Directions: In the copy, leave out the pictures and repeat all records exactly.
=-=-=-=-=
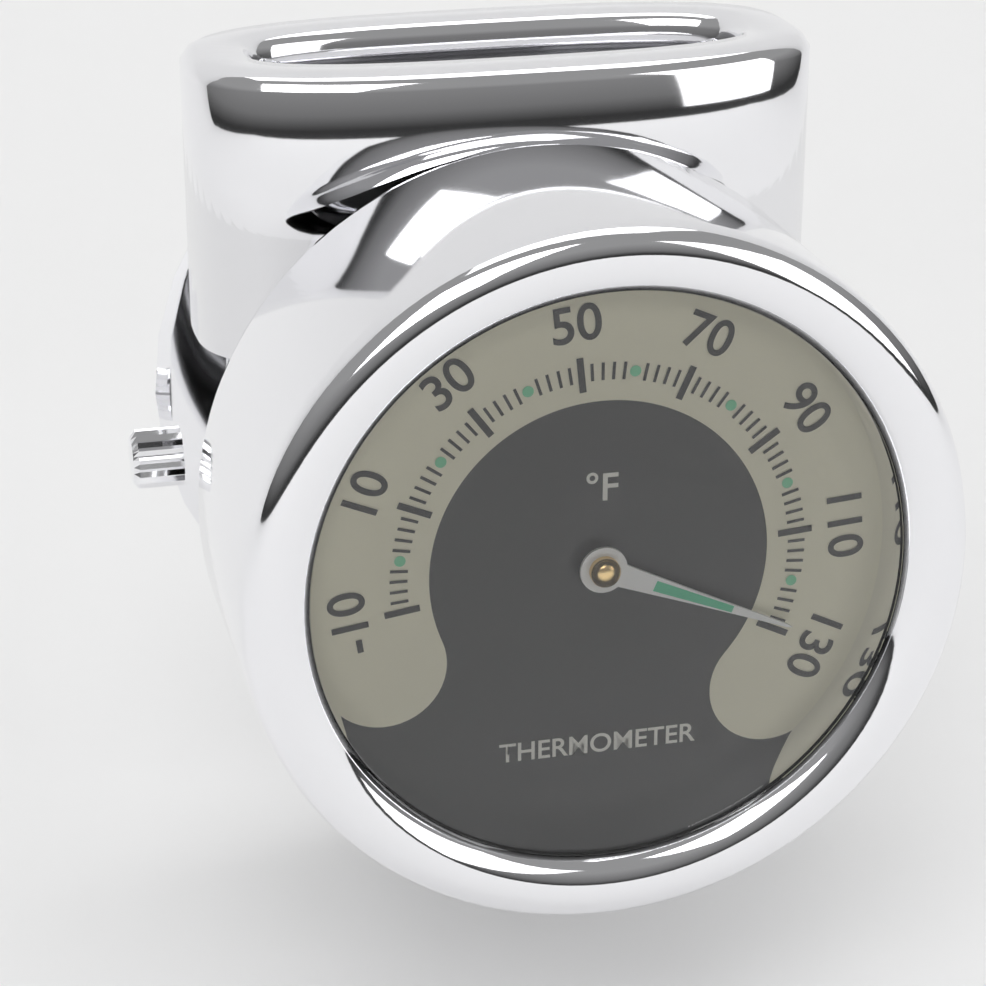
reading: 128 °F
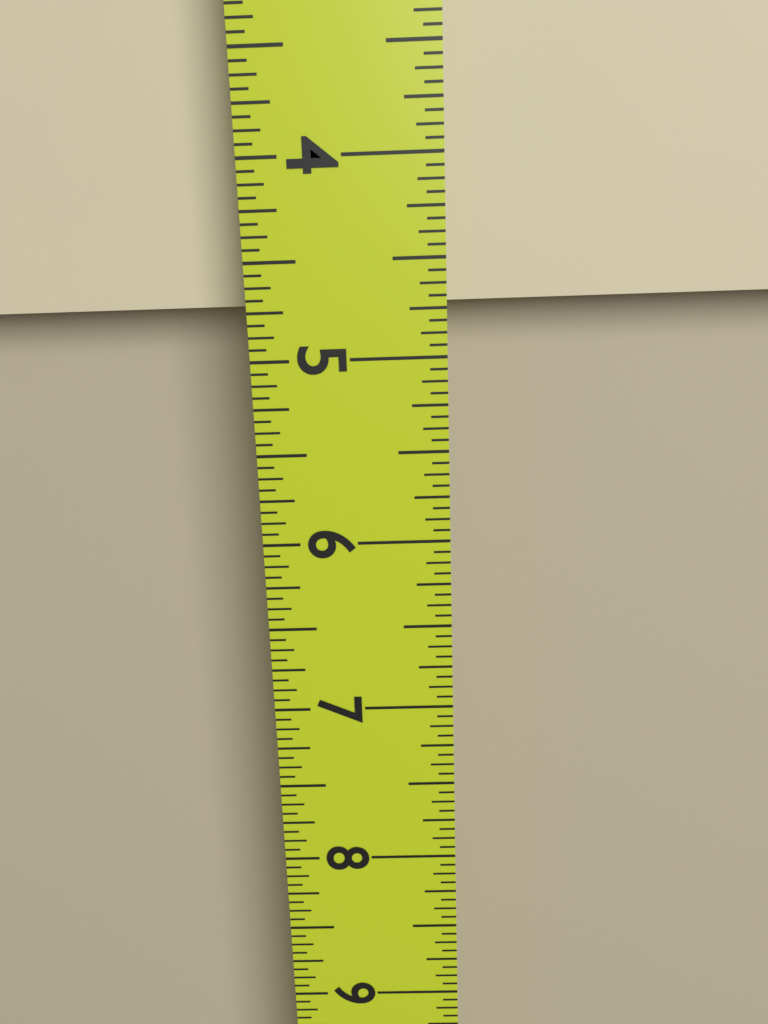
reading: 4.7500 in
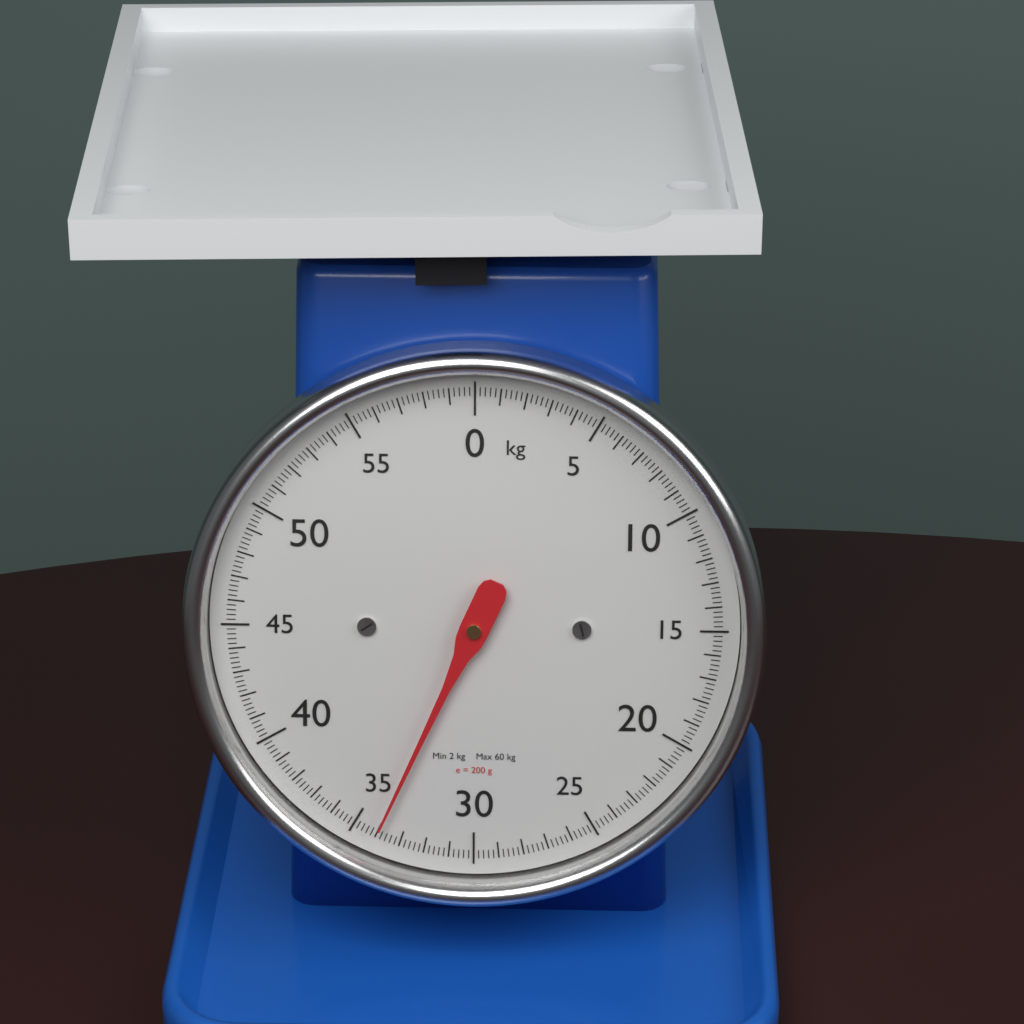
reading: 34.0 kg
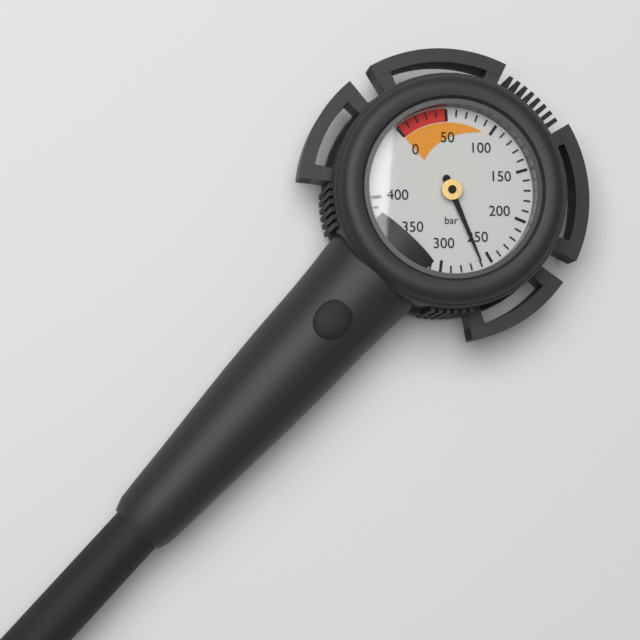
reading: 260 bar
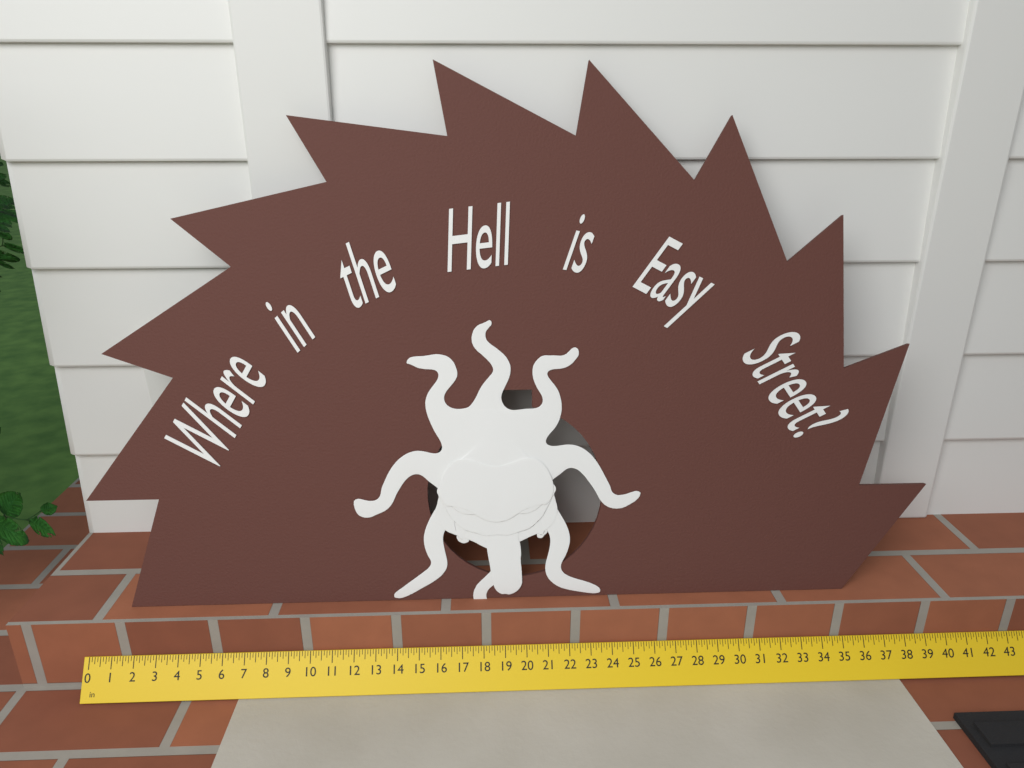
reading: 39.125 in
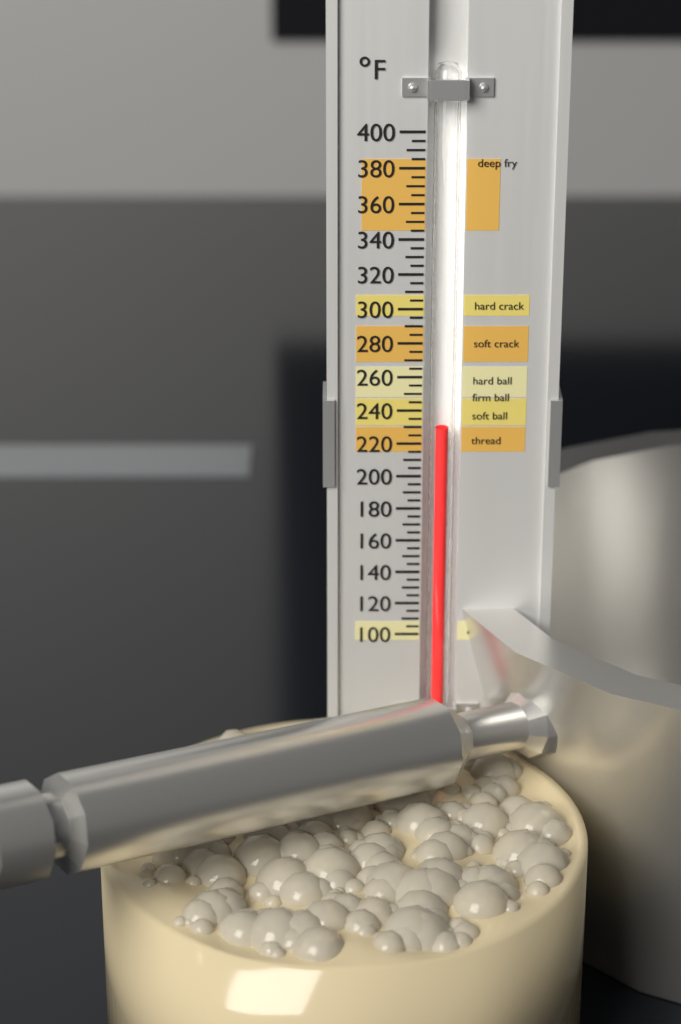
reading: 230 °F
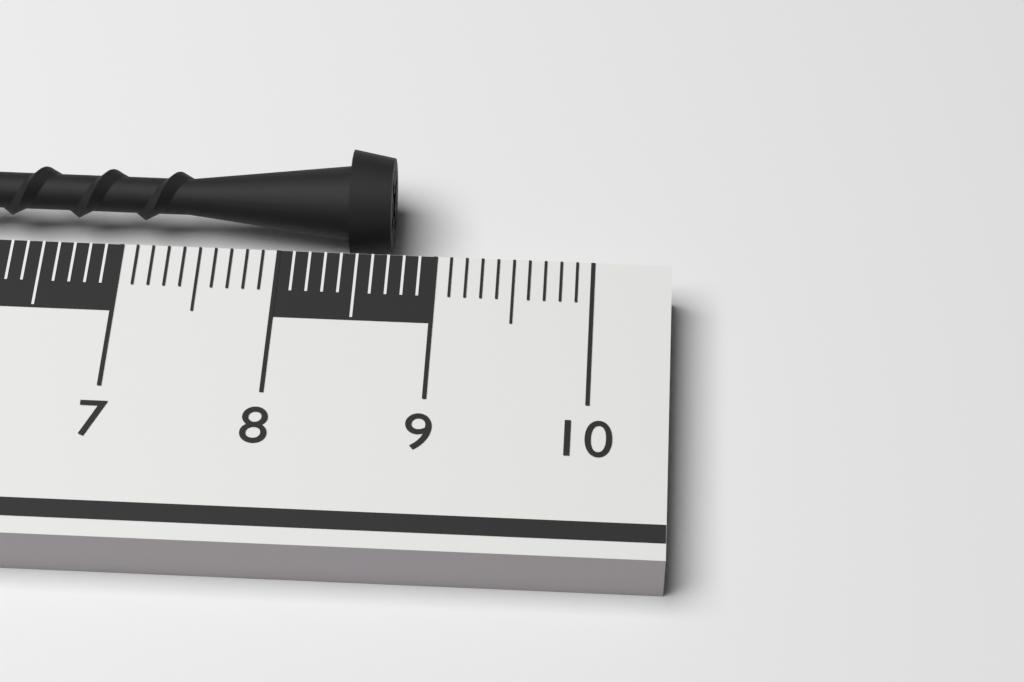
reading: 8.7 cm
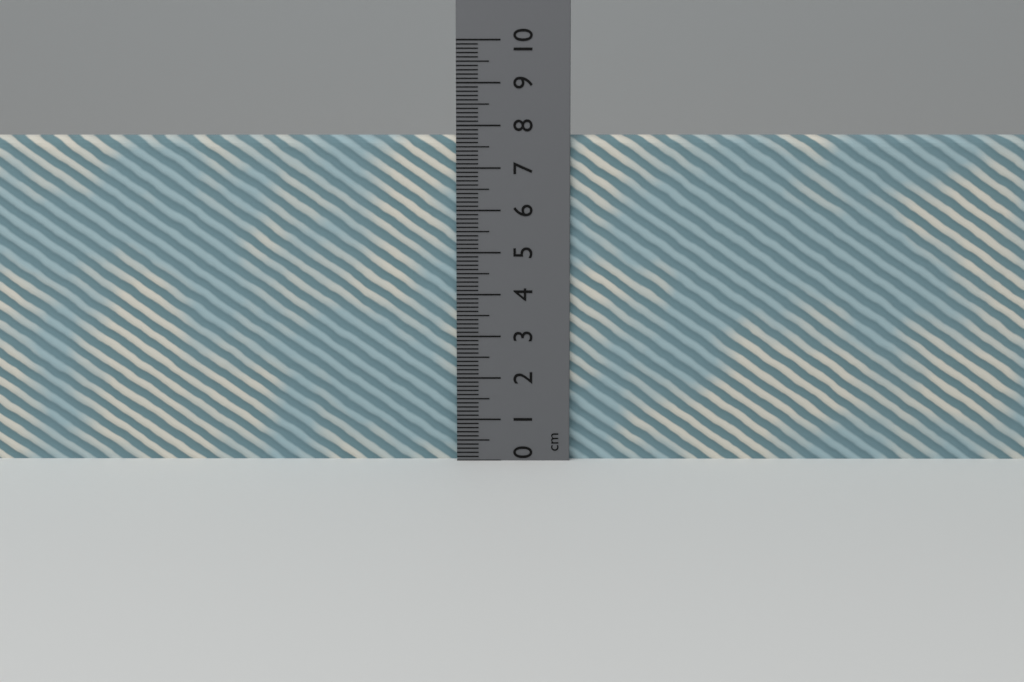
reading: 7.8 cm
=-=-=-=-=
Solution to this problem:
reading: 128 °F
reading: 4.7500 in
reading: 34.0 kg
reading: 260 bar
reading: 39.125 in
reading: 230 °F
reading: 8.7 cm
reading: 7.8 cm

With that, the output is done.